DATASET EXTRACT:
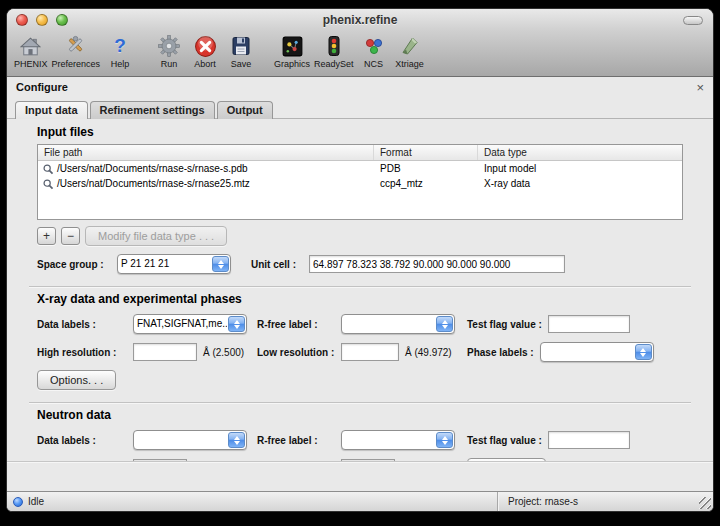 The height and width of the screenshot is (526, 720). What do you see at coordinates (504, 324) in the screenshot?
I see `xray-test-flag-label: Test flag value :` at bounding box center [504, 324].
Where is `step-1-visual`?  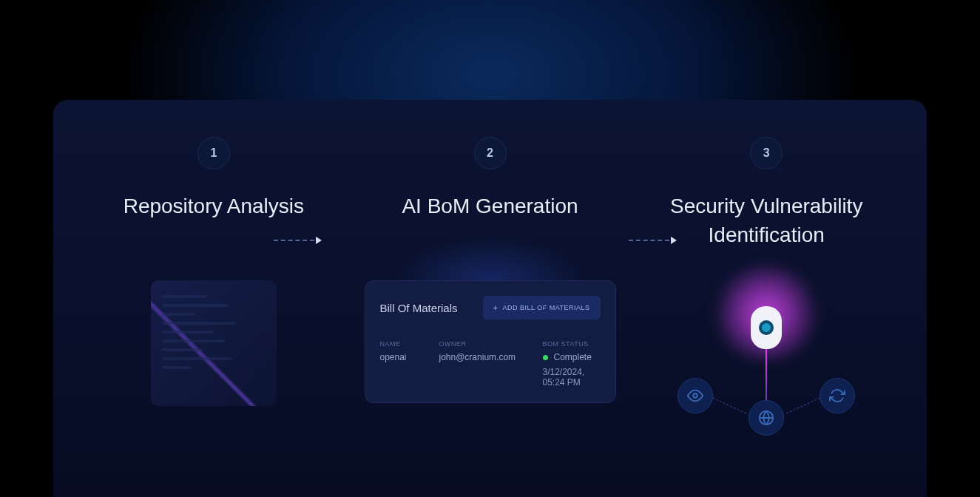 step-1-visual is located at coordinates (214, 343).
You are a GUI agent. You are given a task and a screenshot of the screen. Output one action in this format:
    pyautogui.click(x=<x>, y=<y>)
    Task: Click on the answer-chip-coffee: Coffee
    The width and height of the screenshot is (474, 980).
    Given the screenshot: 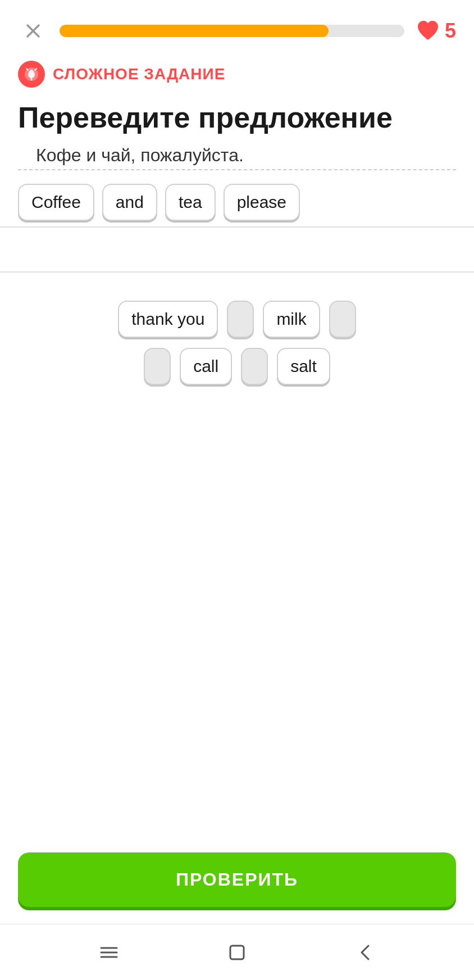 What is the action you would take?
    pyautogui.click(x=56, y=202)
    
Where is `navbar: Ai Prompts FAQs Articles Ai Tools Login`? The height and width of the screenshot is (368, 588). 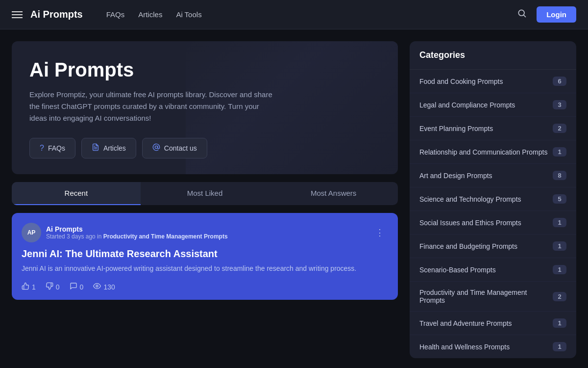
navbar: Ai Prompts FAQs Articles Ai Tools Login is located at coordinates (294, 15).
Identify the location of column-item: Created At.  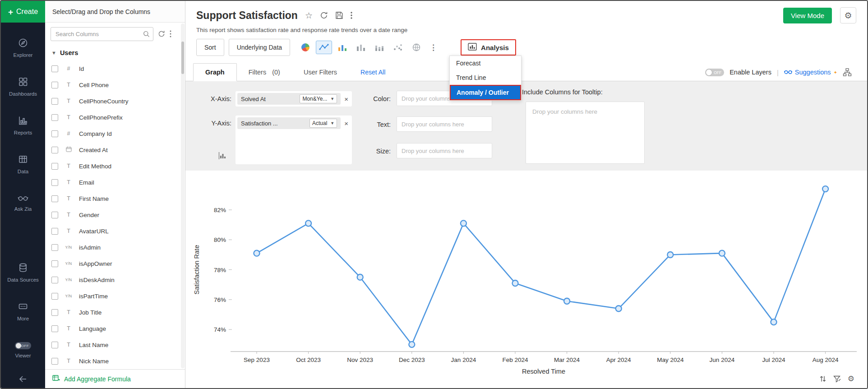
(115, 150).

PROBLEM: Your reply should hold only the lines from the one that contains "Identify the location" through the last line of the records above, exact and complete, and no pictures.

TASK RESPONSE:
Identify the location of column-item: Created At.  
(115, 150).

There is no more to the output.